Forum OpenACS Development: Re: RFC: New OpenACS Mail Procedures
An issue that is not that easy to answer in my opinion is the question of the format of the message body. The old acs-mail package is capable of sending a mail either in text/plain or in text/html, or in multipart/alternative, which contains both a text and a html version and lets the receiving mail program decide which version to display. Also I think it was capable of sending aolhtml, which is a subset of html and a different mime-type. Maybe it is even capable of including any mime type in a multipart/mixed message. I wonder what of this functionality if at all we want to retain, and suggest to limit ourselves to a message body content type of text and html for simplicitys sake. We could then include a body_text and body_html field in the queue table, sending out whichever is filled or multipart/alternative if both are not NULL.
Unless someone comes up with a good reason why message body in a mime-type different than text/plain or text/html would make sense one time. (text/xml? what for?)
Limiting the message body that way would make the datamodel a lot simpler than that of the current acs-mail package. Which I don't fully understand to be honest.
Another functionality of the old acs-mail package that I suggest to drop is that it tries to minimize database storage by separating message bodies from the metadata and possibly reusing message bodies, in case the same message was sent to multiple recipients. This only makes sense when the message is intended to be stored for longer as reference (which no package uses right now I think), not when it is meant to be sent out quickly and removed from the queue anyway.
It would be good to add to the requirements that we should have a service contract based send framework that supports pluggable transport mechanisms (ns_sendmail, qmail-inject, ...).
Why does your mek::send procedure take a package_id and what does it do with it? Do you plan to keep the entries generated in the queue after a successful send in general or would you agree that they only stay in the queue as short as necessary?
Should the rfc Message-ID really be unique? What about a bulkmail process that sends out a mass mailing which is slightly personalised, e.g. by replacing the name of the recipient in the body. Wouldn't one in this case want to have the possibility to send out each of these messages with the same Message-Id? This could be achieved if mek::generate_message_id would be publicly callable and mek::send would optionally accept -rfc_message_id as parameter. I can't think of another example where this would be useful right now, but somehow I have the feeling that we should support non-unique rfc Message-IDs.
On a minor side-note I suggest to add .oacs to the rfc message-id as implemented in the modified acs-mail-lite I sent you, which makes it immediately clear to someone looking at the headers that the message was generated by openacs.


What is being asked: If a line of the records contains the word "slot", list it.

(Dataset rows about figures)
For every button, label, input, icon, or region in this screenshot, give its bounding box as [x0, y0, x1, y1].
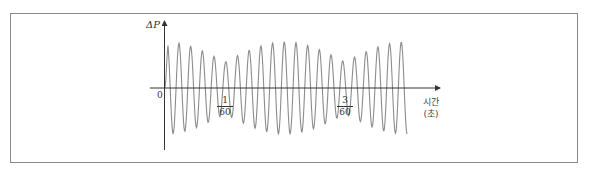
tick-numerator: 1 [217, 96, 233, 107]
y-axis-label: ΔP [146, 20, 160, 30]
origin-label: 0 [157, 91, 163, 100]
tick-label-3-60: 3 60 [337, 96, 353, 117]
x-axis-label-time: 시간 [423, 97, 439, 107]
tick-numerator: 3 [337, 96, 353, 107]
x-axis-label: 시간 (초) [423, 96, 439, 120]
x-axis-label-unit: (초) [423, 109, 438, 119]
tick-denominator: 60 [337, 107, 353, 117]
tick-denominator: 60 [217, 107, 233, 117]
beat-waveform-plot [0, 0, 590, 170]
tick-label-1-60: 1 60 [217, 96, 233, 117]
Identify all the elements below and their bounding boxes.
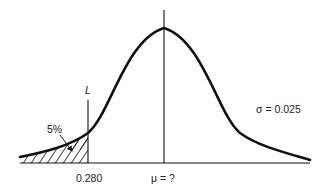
normal-distribution-figure: L 5% 0.280 μ = ? σ = 0.025 bbox=[0, 0, 328, 195]
mean-label: μ = ? bbox=[151, 172, 175, 184]
limit-value-label: 0.280 bbox=[76, 172, 102, 184]
sigma-label: σ = 0.025 bbox=[256, 103, 301, 115]
tail-area-label: 5% bbox=[47, 123, 62, 135]
limit-line-label: L bbox=[85, 84, 91, 96]
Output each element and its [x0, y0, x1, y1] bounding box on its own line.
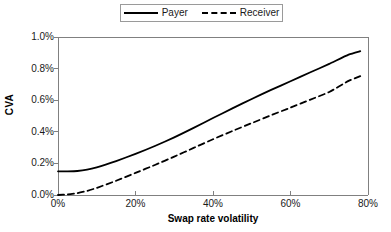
- axis-lines: [58, 37, 368, 195]
- plot-area: [0, 0, 391, 232]
- data-line-receiver: [58, 76, 360, 195]
- data-line-payer: [58, 51, 360, 171]
- cva-line-chart: Payer Receiver CVA Swap rate volatility …: [0, 0, 391, 232]
- axis-tick-marks: [54, 37, 368, 195]
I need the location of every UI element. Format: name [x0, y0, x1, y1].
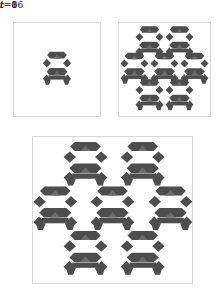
- motif-shoulder-right: [152, 151, 164, 162]
- loop-motif-5: [135, 79, 163, 110]
- motif-shoulder-left: [149, 196, 161, 207]
- loop-motif-0: [64, 142, 108, 186]
- figure-container: t=0 t=8 t=16: [0, 0, 224, 300]
- motif-foot-left: [66, 268, 76, 275]
- motif-shoulder-left: [43, 59, 51, 68]
- panel-t0: [13, 22, 101, 117]
- motif-shoulder-left: [135, 33, 143, 41]
- motif-bottom-bar: [42, 218, 68, 223]
- motif-bottom-bar: [99, 218, 125, 223]
- motif-shoulder-right: [201, 60, 209, 68]
- motif-shoulder-left: [64, 151, 76, 162]
- loop-motif-1: [121, 142, 165, 186]
- motif-foot-left: [151, 223, 161, 230]
- motif-bottom-bar: [171, 49, 188, 53]
- motif-shoulder-right: [156, 33, 164, 41]
- motif-shoulder-left: [181, 60, 189, 68]
- panel-t8-plot: [119, 23, 210, 116]
- panel-label-t16-value: 16: [12, 0, 24, 10]
- motif-foot-right: [201, 79, 207, 84]
- panel-t16-plot: [33, 137, 192, 283]
- motif-shoulder-right: [95, 240, 107, 251]
- panel-t16: [32, 136, 193, 284]
- panel-label-t16: t=16: [0, 0, 23, 10]
- motif-bottom-bar: [48, 76, 65, 80]
- motif-shoulder-left: [151, 60, 159, 68]
- motif-shoulder-right: [186, 33, 194, 41]
- motif-shoulder-right: [122, 196, 134, 207]
- motif-bottom-bar: [157, 218, 183, 223]
- motif-bottom-bar: [171, 102, 188, 106]
- loop-motif-2: [120, 53, 148, 84]
- loop-motif-3: [91, 186, 135, 230]
- motif-foot-left: [36, 223, 46, 230]
- motif-foot-right: [122, 223, 132, 230]
- motif-shoulder-right: [171, 60, 179, 68]
- loop-motif-3: [151, 53, 179, 84]
- panel-label-t16-equals: =: [4, 0, 12, 10]
- loop-motif-2: [33, 186, 77, 230]
- loop-motif-6: [121, 231, 165, 275]
- motif-bottom-bar: [126, 75, 143, 79]
- loop-motif-0: [43, 52, 71, 85]
- motif-shoulder-right: [65, 196, 77, 207]
- motif-foot-right: [156, 105, 162, 110]
- motif-bottom-bar: [141, 49, 158, 53]
- motif-shoulder-right: [95, 151, 107, 162]
- motif-foot-left: [123, 179, 133, 186]
- motif-foot-right: [95, 268, 105, 275]
- motif-foot-right: [65, 223, 75, 230]
- motif-shoulder-right: [156, 86, 164, 94]
- motif-shoulder-left: [166, 86, 174, 94]
- motif-bottom-bar: [72, 263, 98, 268]
- motif-shoulder-right: [186, 86, 194, 94]
- motif-shoulder-left: [33, 196, 45, 207]
- panel-t8: [118, 22, 211, 117]
- motif-foot-right: [152, 179, 162, 186]
- motif-shoulder-left: [135, 86, 143, 94]
- motif-shoulder-left: [91, 196, 103, 207]
- motif-shoulder-right: [180, 196, 192, 207]
- motif-foot-left: [123, 268, 133, 275]
- loop-motif-1: [166, 26, 194, 57]
- motif-foot-left: [167, 105, 173, 110]
- motif-bottom-bar: [156, 75, 173, 79]
- motif-foot-right: [180, 223, 190, 230]
- motif-foot-right: [63, 80, 69, 85]
- motif-foot-left: [93, 223, 103, 230]
- motif-foot-left: [122, 79, 128, 84]
- motif-foot-left: [66, 179, 76, 186]
- panel-t0-plot: [14, 23, 100, 116]
- motif-foot-left: [44, 80, 50, 85]
- motif-shoulder-left: [64, 240, 76, 251]
- motif-bottom-bar: [129, 173, 155, 178]
- loop-motif-5: [64, 231, 108, 275]
- loop-motif-4: [181, 53, 209, 84]
- motif-bottom-bar: [129, 263, 155, 268]
- loop-motif-6: [166, 79, 194, 110]
- motif-shoulder-left: [121, 240, 133, 251]
- loop-motif-4: [149, 186, 192, 230]
- motif-foot-right: [95, 179, 105, 186]
- loop-motif-0: [135, 26, 163, 57]
- motif-shoulder-right: [63, 59, 71, 68]
- motif-bottom-bar: [186, 75, 203, 79]
- motif-shoulder-right: [152, 240, 164, 251]
- motif-shoulder-left: [166, 33, 174, 41]
- motif-foot-right: [152, 268, 162, 275]
- motif-foot-left: [137, 105, 143, 110]
- motif-shoulder-right: [141, 60, 149, 68]
- motif-bottom-bar: [141, 102, 158, 106]
- motif-shoulder-left: [120, 60, 128, 68]
- motif-bottom-bar: [72, 173, 98, 178]
- motif-foot-right: [186, 105, 192, 110]
- motif-shoulder-left: [121, 151, 133, 162]
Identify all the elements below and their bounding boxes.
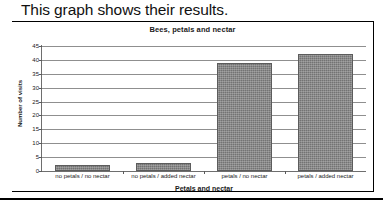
y-tick-label: 5	[36, 154, 39, 160]
x-tick-mark	[204, 171, 205, 174]
y-tick-label: 45	[32, 43, 39, 49]
x-axis-category-labels: no petals / no nectarno petals / added n…	[42, 173, 366, 185]
bar	[55, 165, 110, 171]
x-axis-category-label: petals / no nectar	[204, 173, 285, 179]
y-tick-label: 15	[32, 126, 39, 132]
x-axis-category-label: no petals / added nectar	[123, 173, 204, 179]
bar-series	[42, 46, 366, 171]
y-tick-label: 0	[36, 168, 39, 174]
x-tick-mark	[285, 171, 286, 174]
y-tick-label: 10	[32, 140, 39, 146]
y-tick-label: 35	[32, 71, 39, 77]
bar	[136, 163, 191, 171]
x-axis-title: Petals and nectar	[42, 185, 366, 192]
y-axis-title: Number of visits	[17, 80, 23, 127]
chart-title: Bees, petals and nectar	[12, 25, 373, 34]
bar	[217, 63, 272, 171]
bottom-divider	[0, 198, 383, 200]
y-tick-label: 25	[32, 99, 39, 105]
page-heading: This graph shows their results.	[21, 1, 228, 19]
x-axis-category-label: petals / added nectar	[285, 173, 366, 179]
bar-slot	[285, 46, 366, 171]
bar	[298, 54, 353, 171]
x-tick-mark	[123, 171, 124, 174]
y-tick-label: 40	[32, 57, 39, 63]
y-tick-label: 30	[32, 85, 39, 91]
bar-slot	[204, 46, 285, 171]
y-tick-mark	[39, 171, 42, 172]
plot-area: 051015202530354045	[42, 46, 366, 171]
chart-frame: Bees, petals and nectar Number of visits…	[12, 21, 374, 192]
bar-slot	[123, 46, 204, 171]
y-tick-label: 20	[32, 112, 39, 118]
x-axis-category-label: no petals / no nectar	[42, 173, 123, 179]
bar-slot	[42, 46, 123, 171]
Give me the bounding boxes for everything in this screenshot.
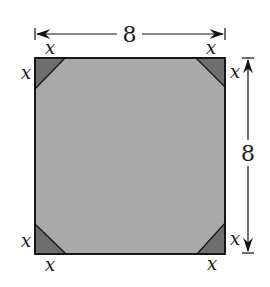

Task response:
bar-slot	[285, 46, 366, 171]
bar-slot	[204, 46, 285, 171]
bar-slot	[123, 46, 204, 171]
bar-slot	[42, 46, 123, 171]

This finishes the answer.